Why Flexible LED Sheets Were Used
Conventional rigid light panels would have been difficult to fit around the stepped and curved geometry. Flexible LED sheets offered a more adaptable solution: they could be cut, folded and distributed across both flat and shaped surfaces.
A material lighting test was carried out before installation. This helped us evaluate the brightness, colour and visibility of the stone bands before the full table was assembled.
The selected system also produced relatively little heat, an important consideration inside a narrow enclosed structure where light would remain close to the stone.


Factory Assembly and Lighting Test
The steel structure, LED sheets and finished stone components were assembled at the factory before shipment. Testing the complete piece at this stage allowed the team to check joint alignment, vein continuity and the lighting effect while adjustments were still possible.
With the lights off, the stone reads as a calm, pale surface with warm linear bands. When illuminated, the same bands gain depth and contrast, turning the table into a glowing architectural object.




An Honest Trade-Off
Not every technical requirement can disappear completely.
The vertical stone along the side of the long tabletop carried considerable self-weight and did not rest directly on the floor. Adhesive fixing alone would not provide an acceptable safety margin, so this panel was mechanically dry-fixed to the supporting structure.
That connection was the safer structural choice, but it also interrupted part of the light path. During the factory lighting test, a subtle horizontal shadow became visible along the fixing zone.
This detail illustrates an important principle in backlit stone furniture: lighting, structure and fixing methods must be developed as one system. A visually perfect lighting concept cannot come at the expense of safe support. Where structure must take priority, the remaining shadow should be understood, tested and managed — not ignored.

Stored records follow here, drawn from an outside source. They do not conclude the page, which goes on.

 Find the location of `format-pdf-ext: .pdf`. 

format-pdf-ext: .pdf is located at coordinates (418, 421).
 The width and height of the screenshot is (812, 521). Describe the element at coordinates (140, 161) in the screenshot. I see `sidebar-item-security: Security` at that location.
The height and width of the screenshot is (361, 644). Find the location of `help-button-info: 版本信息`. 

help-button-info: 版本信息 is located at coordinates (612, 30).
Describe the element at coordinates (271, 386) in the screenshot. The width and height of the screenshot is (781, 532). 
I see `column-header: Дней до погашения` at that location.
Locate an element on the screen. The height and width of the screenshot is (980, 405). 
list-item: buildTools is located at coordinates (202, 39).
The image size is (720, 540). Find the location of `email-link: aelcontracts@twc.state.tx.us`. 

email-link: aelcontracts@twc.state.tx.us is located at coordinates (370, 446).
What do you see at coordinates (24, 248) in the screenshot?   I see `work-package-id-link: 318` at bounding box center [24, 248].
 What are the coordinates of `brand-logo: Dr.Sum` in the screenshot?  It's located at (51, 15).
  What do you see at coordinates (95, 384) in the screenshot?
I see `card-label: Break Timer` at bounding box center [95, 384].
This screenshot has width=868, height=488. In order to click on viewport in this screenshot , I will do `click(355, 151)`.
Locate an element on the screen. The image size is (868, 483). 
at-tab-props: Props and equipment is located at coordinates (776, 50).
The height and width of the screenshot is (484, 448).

What This Helps You Decide Before Custom Production
1. How will the stone look when illuminated?
Reviewing slab selection, translucency tests and vein mapping before cutting helps you understand whether the chosen stone can produce the visual effect you expect. Lighting cannot correct an unplanned pattern later, so this early coordination is especially important for highly linear stone. In the right material, a mirrored or centred layout can create a calmer, more intentional result.
2. Where can transport joints sit without disturbing the form?
Large custom furniture often needs to travel in modules. Considering transport access and installation early helps necessary joints land where the geometry already changes, instead of cutting across the most visible surfaces.
3. Can the structure support the stone without compromising the light?
Steel provides the safety that thin stone panels cannot provide alone, but every support can influence the light. Reviewing the frame, fixing points, wiring and lighting coverage in the same 3D model helps you understand the trade-off between structural safety and visual expectations before production begins.
4. What should be tested before the piece leaves the factory?
Stone translucency, local shadows and subtle alignment issues become clear only when the complete piece is illuminated. A full dry assembly and lighting test gives the project team a final opportunity to review and adjust the piece before shipping.
Turning a Design Idea into a Buildable Stone Piece
A custom stone table may begin with a reference image or a strong visual idea. The quality of the final piece, however, depends on the decisions made between concept and fabrication: material layout, seam placement, structural support, lighting access, transport and installation.
At MarbleFan, we help clients and designers develop those decisions into coordinated, production-ready solutions.